My data set is flawed in a number of ways. The most significant flaw is size - as the sample size is not
large enough to have much predictive power. Another flaw is the fact that the study was carried out in one
general location at one time in the year. This has meant that the limnology of the lake, as it was measured,
didn’t present much variability. These systems are not perfect and so planktonic responses to changes in
their environment cannot be expected to follow a perfect curve. The “noise” that these effectively chaotic
differences provide is compounded by the fact that the range of conditions encountered during this study
was relatively small. This means that real trends may be lost or may not produce statistically significant
results. The data I’ve collected point to some of these conditions that may well prove important. The next
step is to sample at places and times where one can expect to encounter a greater range of the particular
condition being explored. This would make the planktonic response more clear.
Future Work
With further knowledge of plankton populations, we hope to be able to better predict, and manage fish
populations as well. Utilization of energy by consumers is far from perfectly efficient and there is a "loss"
of energy and of biomass as it moves up the trophic levels. The current belief is that in this system, 15% of
phytoplankton biomass is converted to zooplankton biomass, which is then converted to fish biomass with
approximately 60% efficiency. Unlike most other systems, however, this does not mean that there is
simply more plankton biomass than fish biomass. The grazing and predation in this lake are so efficient
that the “standing stock” of fish biomass is actually larger than the “standing stock” of plankton biomass.

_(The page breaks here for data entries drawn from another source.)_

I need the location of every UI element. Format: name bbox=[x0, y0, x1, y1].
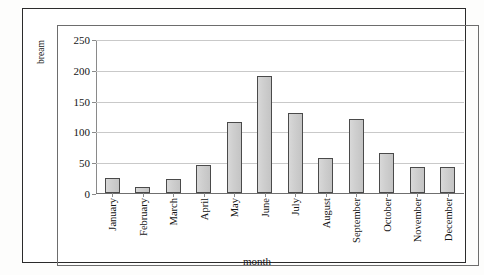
bar[interactable] bbox=[440, 167, 455, 193]
x-axis-label-slot: January bbox=[97, 196, 127, 258]
x-axis-label-slot: April bbox=[189, 196, 219, 258]
x-axis-label-slot: September bbox=[341, 196, 371, 258]
x-axis-label-slot: December bbox=[433, 196, 463, 258]
bar[interactable] bbox=[379, 153, 394, 193]
bar-series bbox=[97, 39, 463, 193]
bar-slot bbox=[128, 39, 158, 193]
x-axis-tick-label: October bbox=[381, 198, 392, 232]
bar[interactable] bbox=[166, 179, 181, 193]
y-axis-tick-mark bbox=[92, 132, 96, 133]
x-axis-label-slot: February bbox=[128, 196, 158, 258]
bar-slot bbox=[280, 39, 310, 193]
bar-slot bbox=[433, 39, 463, 193]
x-axis-label-slot: May bbox=[219, 196, 249, 258]
y-axis-title-line2: bream bbox=[33, 7, 49, 97]
figure-border: number of bacterial strains from sea bre… bbox=[22, 8, 466, 263]
bar-slot bbox=[97, 39, 127, 193]
x-axis-tick-label: June bbox=[259, 198, 270, 217]
x-axis-label-slot: August bbox=[311, 196, 341, 258]
x-axis-tick-label: December bbox=[442, 198, 453, 241]
x-axis-title-text: month bbox=[243, 255, 271, 267]
x-axis-tick-label: July bbox=[290, 198, 301, 216]
bar-slot bbox=[372, 39, 402, 193]
chart-page: number of bacterial strains from sea bre… bbox=[0, 0, 484, 275]
x-axis-label-slot: November bbox=[402, 196, 432, 258]
x-axis-title: month bbox=[23, 255, 484, 267]
bar-slot bbox=[189, 39, 219, 193]
x-axis-tick-label: September bbox=[351, 198, 362, 243]
y-axis-tick-mark bbox=[92, 102, 96, 103]
bar[interactable] bbox=[196, 165, 211, 193]
bar[interactable] bbox=[349, 119, 364, 193]
y-axis-tick-mark bbox=[92, 40, 96, 41]
bar-slot bbox=[219, 39, 249, 193]
x-axis-tick-labels: JanuaryFebruaryMarchAprilMayJuneJulyAugu… bbox=[97, 196, 463, 258]
x-axis-label-slot: March bbox=[158, 196, 188, 258]
bar[interactable] bbox=[257, 76, 272, 193]
bar-slot bbox=[341, 39, 371, 193]
plot-inner: 050100150200250 bbox=[96, 40, 481, 194]
x-axis-tick-label: January bbox=[107, 198, 118, 231]
x-axis-line bbox=[96, 193, 464, 194]
y-axis-tick-label: 150 bbox=[74, 96, 91, 108]
y-axis-tick-label: 250 bbox=[74, 34, 91, 46]
x-axis-label-slot: June bbox=[250, 196, 280, 258]
y-axis-title-text-line2: bream bbox=[36, 40, 46, 64]
bar[interactable] bbox=[288, 113, 303, 193]
x-axis-label-slot: July bbox=[280, 196, 310, 258]
bar-slot bbox=[250, 39, 280, 193]
x-axis-tick-label: March bbox=[168, 198, 179, 225]
x-axis-tick-label: May bbox=[229, 198, 240, 217]
x-axis-tick-label: April bbox=[198, 198, 209, 220]
y-axis-tick-label: 50 bbox=[79, 157, 90, 169]
y-axis-tick-label: 0 bbox=[85, 188, 91, 200]
plot-area: 050100150200250 bbox=[96, 40, 481, 194]
bar[interactable] bbox=[410, 167, 425, 193]
y-axis-tick-label: 100 bbox=[74, 126, 91, 138]
x-axis-tick-label: February bbox=[137, 198, 148, 236]
bar[interactable] bbox=[105, 178, 120, 193]
x-axis-label-slot: October bbox=[372, 196, 402, 258]
bar[interactable] bbox=[318, 158, 333, 193]
bar-slot bbox=[311, 39, 341, 193]
bar[interactable] bbox=[227, 122, 242, 193]
x-axis-tick-label: November bbox=[412, 198, 423, 242]
bar-slot bbox=[158, 39, 188, 193]
y-axis-tick-mark bbox=[92, 71, 96, 72]
x-axis-tick-label: August bbox=[320, 198, 331, 228]
bar-slot bbox=[402, 39, 432, 193]
y-axis-tick-label: 200 bbox=[74, 65, 91, 77]
y-axis-tick-mark bbox=[92, 194, 96, 195]
y-axis-tick-mark bbox=[92, 163, 96, 164]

Further work must be done before the planktonic response to the changes in their environment will be fully
understood. This should be followed by work correlating changes within planktonic populations to changes
in fisheries intake. Some work has been done in this realm, (Blikshteyn Nyanza 2000 & and Mwakosya
2001), but such short term studies of the catches taken in by small-scale fishermen are hard to use for any
predictive purposes due to the complex variability of fishermen’s hauls. I suggest that work be done
looking at planktonic fluctuations and their impacts on larger scale fisheries – whether through commercial
fisheries or through the hauls taken by a representative sample of the population.
With further work of this sort, we may be able to model how limnological changes might impact
fish populations. This knowledge would be a valuable tool in managing fisheries such that they may be
maximally efficient in their use of this vital resource.
Acknowledgements
I would like to extend my thanks to the team that worked so well together and turned out so much good
science - Jake “Kicha” Allgeier, Ishmael “Baba” Kimerei, Pascal “Congoman” Ishumbisho Mwapu, Willy
“The Mayor” Mbemba, and Jackson “Dirty Old Man” Raini. I would also like to acknowledge our mentor
Pierre-Denis Plisnier for his assistance.
References
APHA (1998). Clesceri, L; Eaton, A; Greenberg, A. (ed.) Standard Methods for the Examination of Water
and Wastewater: 20th Edition. APHA, AWWA, WEF
Blikshteyn, M. (2000). Vertical Distribution and Light Effect on Zooplankton Density in Relation to Fish
Catch. Nyanza Project, 2000 Annual Report.
Coulter, G.W. (ed.) (1991). Lake Tanganyika and its Life. Oxford University Press. London, Oxford, and
New York.
Patterson, G.; Makin, J. (ed.) (1998). The State of Biodiversity in Lake Tanganyika: A Literature Review.
Greenwich University Press, Chatham U.K.
Plisnier, P.D. (2001). Limnology Notes and Field Manual. Nyanza Project (unpub)
Reid, G.K. (1961). Ecology of Inland Waters and Estuaries. Van Nostrand. Reinhold, New York.
Thorpe, J.H.; Covich, A.P. (1991). Ecology and Classification of North American Freshwater
Invertebrates. Academic Press, Inc. San Diego.
Wetzel, R.G. (1975). Limnology. W.B. Saunders Company. Philadelphia.